Fifth Day of XV International AIDS Conference Sees New Money for Global Fund, Focus on Tuberculosis
At an evening musical event hosted by former South African president Nelson Mandela, a $50 million pledge was announced from the Bill & Melinda Gates Foundation to the Global Fund to Fight AIDS, Tuberculosis and Malaria. Mandela called for others to do the same.
"It is going to take much more than the resources of the Gates Foundation to achieve the scale up required to fund the fight against AIDS, TB and malaria," he said, adding, "We need to build the public-private partnership that is the vision of the Global Fund. We challenge everyone to help fund the fund now."
Pledges to the Global Fund beyond 2004 fall far short of its projected need to fight the epidemic. In its first 30-plus months of operation, the Global Fund has committed $3 billion to programs in 128 countries. Dr. Helene Gayle is with the Gates Foundation.
"Thanks in large part to the fund, many more people in developing countries now have access to HIV prevention and care and life-saving interventions for TB and malaria than just two years ago," she said.
However, there are some concerns, namely among U.S. officials, that the Global Fund is not the most efficient way to get money to local AIDS programs.
Earlier in the day, Mandela, who battled tuberculosis while in prison during apartheid, spoke about the need to improve TB detection and get patients treated sooner.
"The world has made defeating AIDS its top priority," he said, adding, "This is a blessing, but TB remains ignored. Today we are calling on the world to recognize we can't fight AIDS unless we do much more to fight TB as well."

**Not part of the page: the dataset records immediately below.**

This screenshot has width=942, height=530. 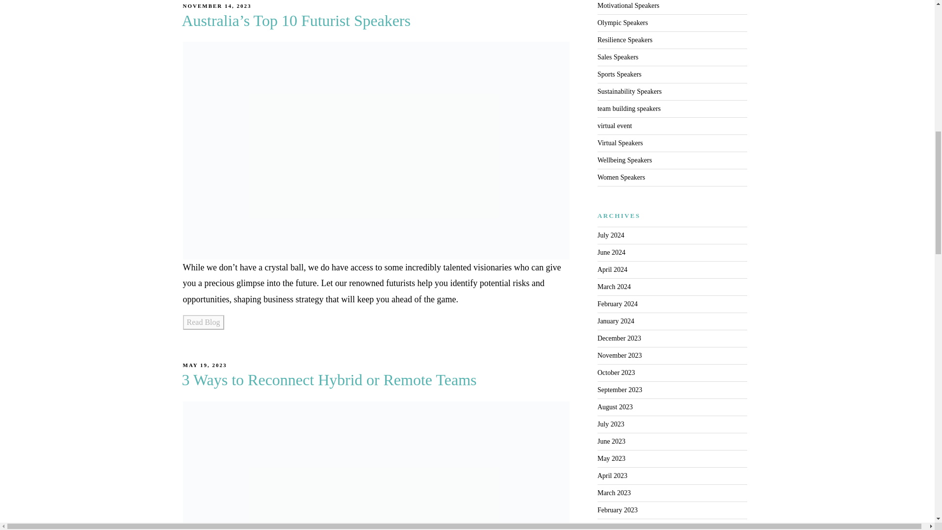 What do you see at coordinates (203, 322) in the screenshot?
I see `Read Blog` at bounding box center [203, 322]. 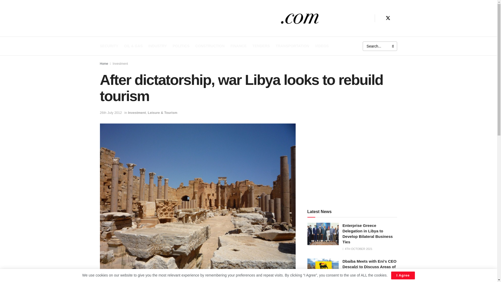 I want to click on Investment, so click(x=121, y=63).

TB kills an estimated one-third of AIDS patients.
Finally, researchers continued on a familiar theme at the conference -- the need to give women more prevention options. Dr. Zeda Rosenberg of the International Partnership for Microbicides discussed why HIV infection rates are rising at startling rates among women.
"For women in many parts of the world, being poor, young and married are the most significant risk factors for acquiring HIV infection," she said.
In many areas of the world, women's societal status makes it impossible to for them to insist their partners use condoms or be monogamous. Microbicides, topical virus killers that women can use before intercourse, would give them power to protect themselves. But viable microbicides are at least five years from becoming reality (Jill Braden, Kaiser Daily HIV/AIDS Report, 7/14).
Video highlights of today's conference sessions are available online from kaisernetwork.org.